Welcome to Paradise

The following two tabs change content below.

“Welcome to Paradise.” You Young-Sub, the President of Paradise Duty Free must have used the same greeting many times down the years but it has lost none of its warmth.

Mr You (pictured with Director Merchandising Department Jin-Mo Kim below) welcomes me warmly to the Paradise Duty Free hotel and shopping complex in the southern city of Busan. I am the first international travel retail journalist to visit the store and he is delighted that the company’s reputation for excellence in retailing is being recognised.

mryouforblog.jpg

Paradise Duty Free, refurbished in late 2006 and spread over four floors, is one of Asia’s great duty free stores. Last year the retailer generated sales of around US$140.6 million (including its Daegu International Airport operations), up +30% on the previous year. This year it expects to reach US$160 million.

fourstoreysblog.jpgBut it’s the quality that matters most to Mr You and to Paradise. The company’s vision is to be the world’s best duty free shop and it pours huge effort into customer service and staff training to ensure it makes progress on delivering those aims.

paradise600blog.jpg

The Paradise Hotel, located in the beachside area of Haeundae – ‘the summer capital of Korea’ – is an example of what can be achieved. It is part of the Leading Hotels of the World group and lives up to the billing with its beautiful, understated elegance and quality of facilities and service.

Mr You and Paradise do more than just provide excellence in leisure and shopping facilities though. Paradise is a company that embraces social and corporate responsibility with a zeal. It has created the Paradise Welfare Foundation which, among many other things, subsidises the renovation of houses for low-income households and is involved in the development of hardware and software systems, conferences and workshops for the physically and mentally challenged.  

Mr You personally funds a number of foreign students on university scholarships in Korea, underlining his sense of humanity.  But he’s also an astute businessman, one who is determined to deliver Paradise’s qualitative mission.

“It depends entirely on ourselves, not on others,” he says with a smile. “We can prosper because of our service culture and our spirit, because the customer can feel it. It is not just about ticketing the customer and then letting them go away.”

A pleasant meeting closes (you can read all about it in our May Digital Print Edition) and Mr You urges me to return to Busan for a more extended stay sometime. I might just take him up on the offer. After all, it’s not often you get a chance to visit Paradise.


*EXERCISE INSTRUCTIONS*. Word for word, transcribe the listing that follows, minus any pictures.
---- STUDY MATERIAL
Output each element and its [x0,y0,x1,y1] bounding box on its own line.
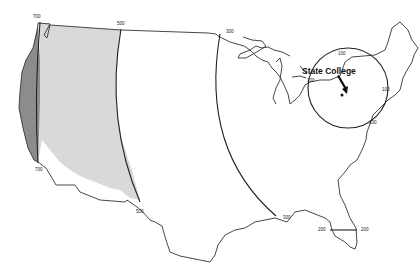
us-distance-map: 700 700 500 500 300 300 100 100 100 100 … [0,0,420,270]
label-700-south: 700 [35,167,43,172]
label-100-east: 100 [382,87,390,92]
great-lakes [238,37,307,104]
city-label-state-college: State College [302,66,356,76]
arrow-icon [337,75,348,94]
label-100-west: 100 [307,78,315,83]
label-100-north: 100 [338,51,346,56]
zone-500-700 [38,23,140,200]
label-100-south: 100 [369,120,377,125]
state-college-marker [341,94,344,97]
label-300-south: 300 [283,215,291,220]
label-500-north: 500 [117,21,125,26]
label-700-north: 700 [33,14,41,19]
label-500-south: 500 [136,209,144,214]
label-florida-west: 200 [318,227,326,232]
label-florida-east: 200 [361,227,369,232]
label-300-north: 300 [226,29,234,34]
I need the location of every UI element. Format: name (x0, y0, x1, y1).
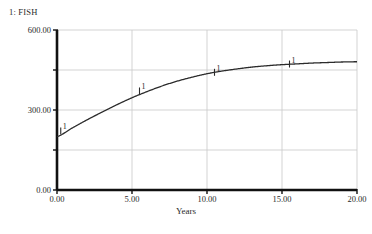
series-marker-label: 1 (142, 83, 146, 91)
x-tick-label: 10.00 (187, 194, 227, 204)
x-tick-label: 5.00 (112, 194, 152, 204)
x-tick-label: 15.00 (262, 194, 302, 204)
y-tick-label: 600.00 (3, 25, 51, 35)
fish-population-chart: 1: FISH 0.00300.00600.00 0.005.0010.0015… (0, 0, 372, 234)
series-marker-label: 1 (292, 57, 296, 65)
y-tick-label: 300.00 (3, 105, 51, 115)
series-markers (61, 61, 290, 135)
series-marker-label: 1 (63, 123, 67, 131)
series-marker-label: 1 (217, 65, 221, 73)
gridlines (57, 30, 357, 190)
x-axis-title: Years (0, 206, 372, 216)
x-tick-label: 20.00 (337, 194, 372, 204)
x-tick-label: 0.00 (37, 194, 77, 204)
tick-marks (53, 30, 357, 194)
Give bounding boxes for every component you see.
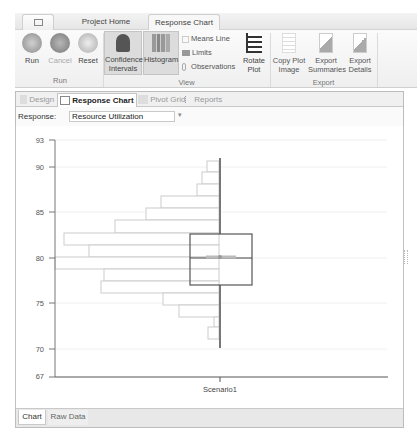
design-icon bbox=[20, 95, 27, 104]
rotate-plot-icon bbox=[246, 33, 262, 53]
x-category-label: Scenario1 bbox=[190, 385, 250, 394]
copy-document-icon bbox=[282, 33, 296, 53]
chart-icon bbox=[60, 96, 70, 105]
app-menu-button[interactable] bbox=[22, 14, 54, 31]
means-line-toggle[interactable]: Means Line bbox=[182, 34, 230, 43]
tab-project-home[interactable]: Project Home bbox=[64, 14, 148, 31]
export-summaries-button[interactable]: Export Summaries bbox=[308, 33, 344, 74]
copy-plot-image-button[interactable]: Copy Plot Image bbox=[271, 33, 307, 74]
limits-icon bbox=[182, 50, 190, 56]
observations-toggle[interactable]: Observations bbox=[182, 62, 235, 71]
reports-icon bbox=[185, 96, 192, 103]
grid-icon bbox=[138, 95, 148, 104]
tab-raw-data[interactable]: Raw Data bbox=[48, 410, 88, 425]
means-line-icon bbox=[182, 36, 189, 43]
histogram-button[interactable]: Histogram bbox=[143, 31, 179, 75]
group-label-export: Export bbox=[271, 78, 376, 87]
y-tick-label: 80 bbox=[28, 254, 44, 263]
doc-tab-response-chart[interactable]: Response Chart bbox=[57, 93, 137, 107]
doc-tab-pivot-grid[interactable]: Pivot Grid bbox=[138, 93, 185, 107]
export-details-button[interactable]: Export Details bbox=[345, 33, 375, 74]
response-chart bbox=[16, 126, 405, 408]
tab-response-chart[interactable]: Response Chart bbox=[148, 14, 220, 31]
group-label-view: View bbox=[104, 78, 269, 87]
chart-area bbox=[15, 126, 404, 408]
doc-tab-design[interactable]: Design bbox=[20, 93, 54, 107]
divider bbox=[377, 33, 378, 87]
response-select[interactable]: Resource Utilization bbox=[69, 111, 175, 122]
rotate-plot-button[interactable]: Rotate Plot bbox=[240, 33, 268, 74]
y-tick-label: 93 bbox=[28, 136, 44, 145]
limits-toggle[interactable]: Limits bbox=[182, 48, 212, 57]
tab-chart[interactable]: Chart bbox=[18, 410, 46, 425]
observations-icon bbox=[182, 63, 186, 71]
y-tick-label: 70 bbox=[28, 345, 44, 354]
stop-icon bbox=[50, 33, 70, 53]
group-label-run: Run bbox=[18, 76, 102, 85]
export-summaries-icon bbox=[319, 33, 333, 53]
run-button[interactable]: Run bbox=[18, 33, 46, 65]
app-menu-icon bbox=[34, 19, 43, 26]
confidence-intervals-button[interactable]: Confidence Intervals bbox=[104, 31, 142, 75]
run-icon bbox=[22, 33, 42, 53]
cancel-button[interactable]: Cancel bbox=[46, 33, 74, 65]
splitter-handle[interactable] bbox=[404, 250, 408, 264]
response-label: Response: bbox=[18, 112, 56, 121]
y-tick-label: 90 bbox=[28, 163, 44, 172]
y-tick-label: 75 bbox=[28, 299, 44, 308]
reset-icon bbox=[78, 33, 98, 53]
doc-tab-reports[interactable]: Reports bbox=[185, 93, 222, 107]
histogram-icon bbox=[152, 34, 170, 52]
bell-curve-icon bbox=[116, 34, 130, 52]
y-tick-label: 85 bbox=[28, 208, 44, 217]
export-details-icon bbox=[353, 33, 367, 53]
y-tick-label: 67 bbox=[28, 372, 44, 381]
reset-button[interactable]: Reset bbox=[74, 33, 102, 65]
chevron-down-icon[interactable]: ▾ bbox=[176, 111, 184, 122]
--------
*ANSWER TO THIS EXERCISE*.
Output each element and its [x0,y0,x1,y1] bounding box on its own line.
us-distance-map: 700 700 500 500 300 300 100 100 100 100 … [0,0,420,270]
label-700-south: 700 [35,167,43,172]
label-100-east: 100 [382,87,390,92]
great-lakes [238,37,307,104]
city-label-state-college: State College [302,66,356,76]
arrow-icon [337,75,348,94]
label-100-west: 100 [307,78,315,83]
label-100-north: 100 [338,51,346,56]
zone-500-700 [38,23,140,200]
label-100-south: 100 [369,120,377,125]
state-college-marker [341,94,344,97]
label-300-south: 300 [283,215,291,220]
label-500-north: 500 [117,21,125,26]
label-700-north: 700 [33,14,41,19]
label-500-south: 500 [136,209,144,214]
label-florida-west: 200 [318,227,326,232]
label-florida-east: 200 [361,227,369,232]
label-300-north: 300 [226,29,234,34]
I need the location of every UI element. Format: name (x0, y0, x1, y1).
series-marker-label: 1 (142, 83, 146, 91)
x-tick-label: 10.00 (187, 194, 227, 204)
x-tick-label: 5.00 (112, 194, 152, 204)
x-tick-label: 15.00 (262, 194, 302, 204)
y-tick-label: 600.00 (3, 25, 51, 35)
fish-population-chart: 1: FISH 0.00300.00600.00 0.005.0010.0015… (0, 0, 372, 234)
series-marker-label: 1 (292, 57, 296, 65)
y-tick-label: 300.00 (3, 105, 51, 115)
series-markers (61, 61, 290, 135)
series-marker-label: 1 (63, 123, 67, 131)
series-marker-label: 1 (217, 65, 221, 73)
gridlines (57, 30, 357, 190)
x-axis-title: Years (0, 206, 372, 216)
x-tick-label: 20.00 (337, 194, 372, 204)
x-tick-label: 0.00 (37, 194, 77, 204)
tick-marks (53, 30, 357, 194)
Give bounding boxes for every component you see.
design-icon bbox=[20, 95, 27, 104]
rotate-plot-icon bbox=[246, 33, 262, 53]
x-category-label: Scenario1 bbox=[190, 385, 250, 394]
copy-document-icon bbox=[282, 33, 296, 53]
chart-icon bbox=[60, 96, 70, 105]
app-menu-button[interactable] bbox=[22, 14, 54, 31]
means-line-toggle[interactable]: Means Line bbox=[182, 34, 230, 43]
tab-project-home[interactable]: Project Home bbox=[64, 14, 148, 31]
export-summaries-button[interactable]: Export Summaries bbox=[308, 33, 344, 74]
copy-plot-image-button[interactable]: Copy Plot Image bbox=[271, 33, 307, 74]
limits-icon bbox=[182, 50, 190, 56]
observations-toggle[interactable]: Observations bbox=[182, 62, 235, 71]
reports-icon bbox=[185, 96, 192, 103]
grid-icon bbox=[138, 95, 148, 104]
tab-raw-data[interactable]: Raw Data bbox=[48, 410, 88, 425]
means-line-icon bbox=[182, 36, 189, 43]
histogram-button[interactable]: Histogram bbox=[143, 31, 179, 75]
group-label-export: Export bbox=[271, 78, 376, 87]
y-tick-label: 80 bbox=[28, 254, 44, 263]
doc-tab-response-chart[interactable]: Response Chart bbox=[57, 93, 137, 107]
doc-tab-pivot-grid[interactable]: Pivot Grid bbox=[138, 93, 185, 107]
export-details-button[interactable]: Export Details bbox=[345, 33, 375, 74]
response-chart bbox=[16, 126, 405, 408]
tab-response-chart[interactable]: Response Chart bbox=[148, 14, 220, 31]
group-label-view: View bbox=[104, 78, 269, 87]
chart-area bbox=[15, 126, 404, 408]
doc-tab-design[interactable]: Design bbox=[20, 93, 54, 107]
divider bbox=[377, 33, 378, 87]
response-select[interactable]: Resource Utilization bbox=[69, 111, 175, 122]
rotate-plot-button[interactable]: Rotate Plot bbox=[240, 33, 268, 74]
y-tick-label: 93 bbox=[28, 136, 44, 145]
limits-toggle[interactable]: Limits bbox=[182, 48, 212, 57]
tab-chart[interactable]: Chart bbox=[18, 410, 46, 425]
observations-icon bbox=[182, 63, 186, 71]
y-tick-label: 70 bbox=[28, 345, 44, 354]
stop-icon bbox=[50, 33, 70, 53]
group-label-run: Run bbox=[18, 76, 102, 85]
export-summaries-icon bbox=[319, 33, 333, 53]
run-button[interactable]: Run bbox=[18, 33, 46, 65]
app-menu-icon bbox=[34, 19, 43, 26]
confidence-intervals-button[interactable]: Confidence Intervals bbox=[104, 31, 142, 75]
run-icon bbox=[22, 33, 42, 53]
cancel-button[interactable]: Cancel bbox=[46, 33, 74, 65]
splitter-handle[interactable] bbox=[404, 250, 408, 264]
response-label: Response: bbox=[18, 112, 56, 121]
y-tick-label: 90 bbox=[28, 163, 44, 172]
y-tick-label: 75 bbox=[28, 299, 44, 308]
reset-icon bbox=[78, 33, 98, 53]
doc-tab-reports[interactable]: Reports bbox=[185, 93, 222, 107]
histogram-icon bbox=[152, 34, 170, 52]
bell-curve-icon bbox=[116, 34, 130, 52]
y-tick-label: 85 bbox=[28, 208, 44, 217]
export-details-icon bbox=[353, 33, 367, 53]
y-tick-label: 67 bbox=[28, 372, 44, 381]
reset-button[interactable]: Reset bbox=[74, 33, 102, 65]
chevron-down-icon[interactable]: ▾ bbox=[176, 111, 184, 122]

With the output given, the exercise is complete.